You can look at what MongoDB are doing as a good example of what is needed to be able to license a project as AGPL and also sell software licenses. In these scenarios the AGPL is used as a weapon to prevent potential competitors using their software by forcing them to open source any of their work, while the company that is selling the AGPL software will also setup legal mechanisms to ensure they have the rights to sell commercial versions. You can see how MongoDB does that here. These are the steps you have to take in order to contribute to the AGPL MongoDB "open source" project https://github.com/mongodb/mongo/wiki#contributing-to-mongodb by completing these steps, you are granting legal rights to their company that the company then uses in order to legally be able to sell commercial licenses under the terms they see fit.
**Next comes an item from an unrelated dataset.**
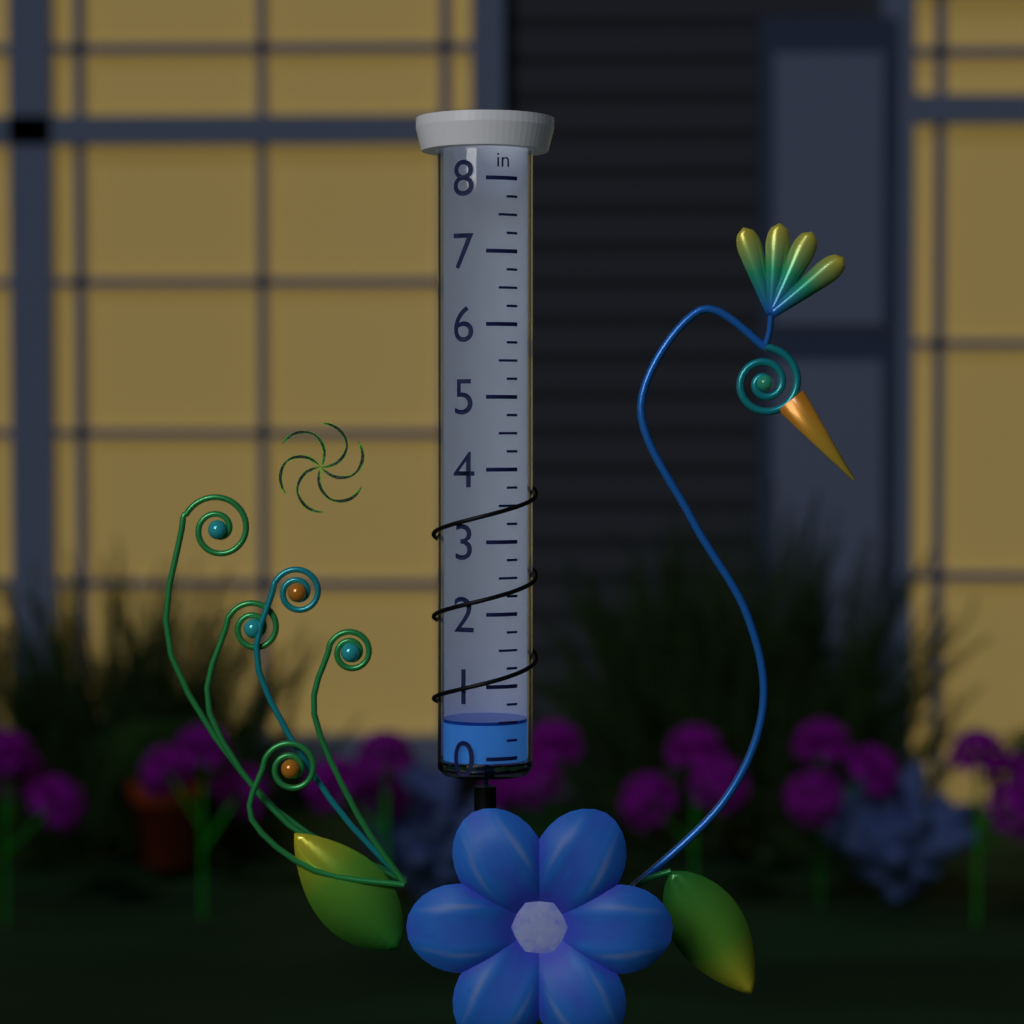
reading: 0.50 in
This is from the contributor agreement:

By submitting a Contribution, you assign to MongoDB all right, title and interest in any copyright you have in the Contribution, and you waive any rights, including moral rights, database rights, etc, that may affect our ownership of the copyright in the Contribution.
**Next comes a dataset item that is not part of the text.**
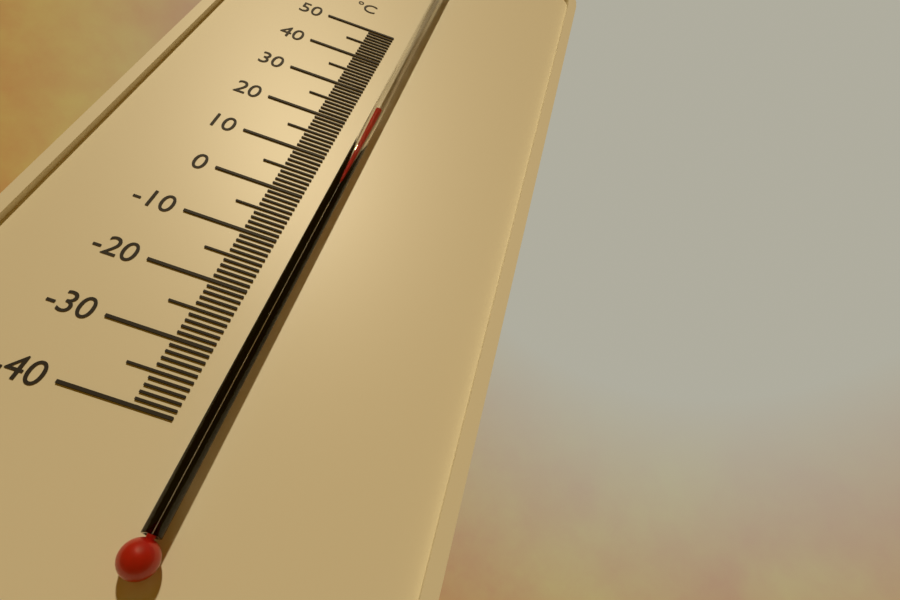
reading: 24 °C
And the agreement even has a fallback:

If your assignment in Section (2)a is ineffective for any reason, you grant to us and to any recipient of any Work distributed by us, a perpetual worldwide, transferable, non-exclusive, no-charge, royalty-free irrevocable, and sublicensable license to use, reproduce, prepare derivative works of, publicly display, publicly perform, sublicense and distribute Contributions and any derivative work created based on a Contribution...

And there is a lot more in the agreement, all designed by lawyers to ensure that MongoDB the company retains all the rights it requires by law to have in order to commercially license the otherwise AGPL code. Which is why you having already merged changes under the AGPL licensed version of this repo has made addressing this matter even more urgent.
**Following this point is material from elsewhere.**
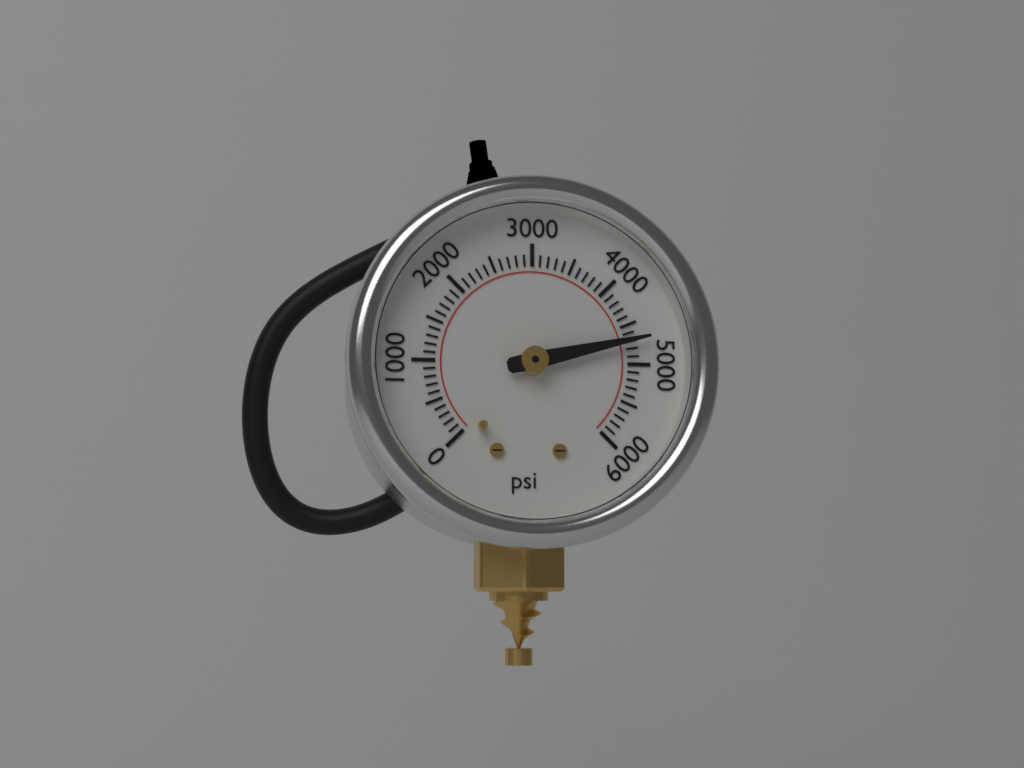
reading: 4700 psi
foodaemon commented 5 years ago

Personally, i think this library is great and provides lots of value to anyone using django with mongodb. I even mentioned about this library to pythonbytes and they referenced it in one of their episodes (https://pythonbytes.fm/episodes/show/85/visually-debugging-your-jupyter-notebook). However, the AGPL license prevents me from using it in any of my projects (and also provides less motivation contributing back to the djongo project) because of the ambiguity of the license and risk and lawyers providing different interpretations of this license (and i am not sure if this is tested in court). One of the interesting one i found online is: “Under the AGPL, if you use code in a web service, you required to open source it”.

Below are some of the references:

https://opensource.google.com/docs/using/agpl-policy/

https://www.theregister.co.uk/2011/03/31/google_on_open_source_licenses/

jammyweb-james commented 1 year ago

Sustainable Development

Djongo as a project is at a stage where its development must be transformed into a sustained effort. I am exploring ways to make this happen, and would love to hear your thoughts. Djongo is an open source project. Should it also be a free source project? (Free as in "free beer"). When you decide to adopt Djongo for your critical work, should it be backed up by a support mechanism? If not, would you still consider adopting it for your work?

I can release a version of the project for you under different licensing terms.

Hi - I need to contact you to arrange a suitable commercial license. Please msg me on james.hammond@mediakind.com.

morbitech1 commented 10 months ago

I would also be interested in using this library under a less restricted license. Please message me on mathiasboetcheriversen@gmail.com.

I would both be interested in donating and contributing to the project, as frankly it is very far out of date.